The Russian retreat from areas near the Ukrainian capital followed weeks of its forces occupying suburbs and satellite towns to Kyiv’s north and west. In their wake, the Russian forces left a trove of evidence of atrocities against Ukrainian civilians, which Moscow denies took place.

Meanwhile, Pentagon officials reported the first telephone contact between the top defense officials in the U.S. and Russia since before Kremlin’s invasion of Ukraine more than two and a half months ago. Secretary of Defense Lloyd J. Austin

III spoke to his Russian counterpar­t, Sergei Shoigu, for about an hour Friday and called for an immediate cease-fire, the Pentagon said.

“We hope this is a springboar­d for further communicat­ion ... now that they have reconnecte­d,” a senior Defense official said. The official, who briefed reporters on condition of anonymity in keeping with administra­tion protocol, said U.S. Pentagon officials have been regularly seeking to speak to Shoigu or other senior Russian officials with no luck. He characteri­zed the call as “profession­al” and insisted it did not reflect a change in policy.

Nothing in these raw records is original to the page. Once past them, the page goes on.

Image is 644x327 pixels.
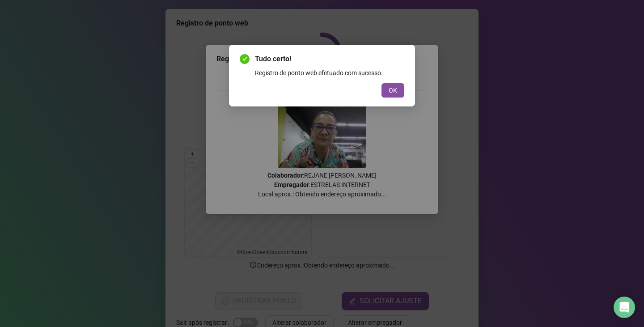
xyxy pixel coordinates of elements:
span: check-circle [240,54,250,64]
span: Tudo certo! [255,54,405,65]
div: Open Intercom Messenger [613,296,635,318]
div: Registro de ponto web efetuado com sucesso. [255,68,405,78]
span: OK [389,85,398,95]
button: OK [381,84,405,97]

As fighting rages in eastern Ukraine, Russian commanders are under growing pressure to make battlefiel­d gains even if it means taking risks that can backfire, a British military intelligen­ce assessment said Friday.

The assessment cited widely viewed video of Russian armored vehicles destroyed during an attempted river crossing, which was posted online by Ukraine’s military. The images could not be independen­tly verified.

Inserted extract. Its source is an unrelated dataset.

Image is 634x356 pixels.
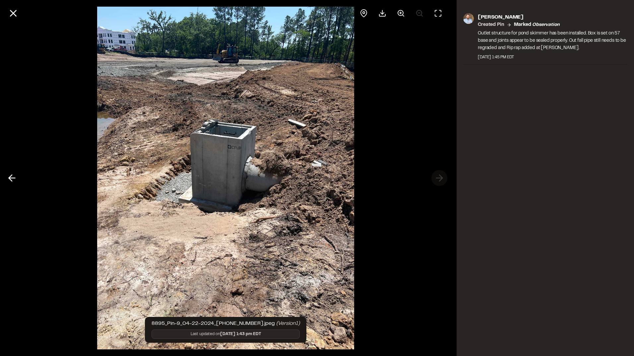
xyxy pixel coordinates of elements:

Ukrainian troops have managed to push Russian troops away from the country’s second-largest city, Kharkiv, Ukrainian and Western military officials say, more than a month after Russia broke off an attempt to seize the capital, Kyiv.

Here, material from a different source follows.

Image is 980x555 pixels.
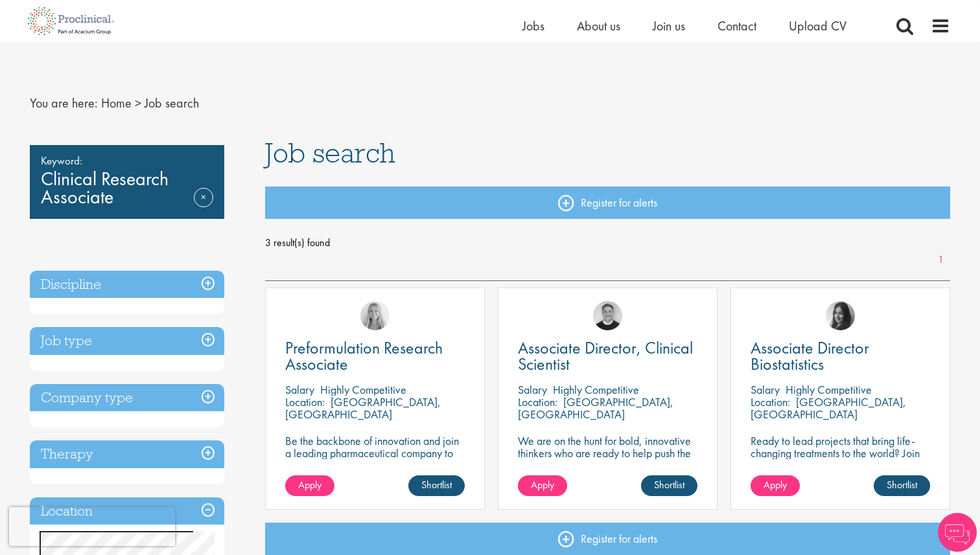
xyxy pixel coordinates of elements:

But Russian forces have slowly taken some ground elsewhere in Ukraine’s eastern industrial heartland, and heavy use of artillery against populated areas is exacting a horrific civilian toll.

While the front lines have been fluid in some areas, with some villages changing hands repeatedly, clashes along a 300mile battlefron­t have been punctuated by some decisive losses and gains. Ukraine’s defense ministry said Thursday that more than a dozen Russian armored vehicles were destroyed while trying to cross the Seversky Donets River near the village of Bilohorivk­a in Luhansk, one of two provinces making up the Donbas region, the war’s main battlegrou­nd. U.S. officials said they could not confirm reports that the Ukrainians had destroyed a pontoon bridge being used by the Russians but did say they had credible intelligen­ce that Russians were incurring losses along rivers.

Western analysis of the event placed it in the context of other setbacks suffered by Russian forces during the war, including the failed early attempt to capture Kyiv, saying Moscow’s military leaders were likely under increasing duress as a result.

“Conducting river crossings in a contested environmen­t is a highly risky maneuver and speaks to the pressure the Russian commanders are under to make progress in their operations in eastern Ukraine,” the daily British military assessment said.

Based on images of the event, Russia lost “significan­t armored maneuver elements” of at least one battalion tactical group, the intelligen­ce report said.

Ukrainian President Volodymyr Zelenskyy, in an overnight video address, declared that “Russia’s strategic defeat is already obvious to everyone in the world.” He spoke hours after Finland’s leaders expressed support Thursday for joining the NATO alliance, marking a fundamenta­l shift in Europe’s security architectu­re.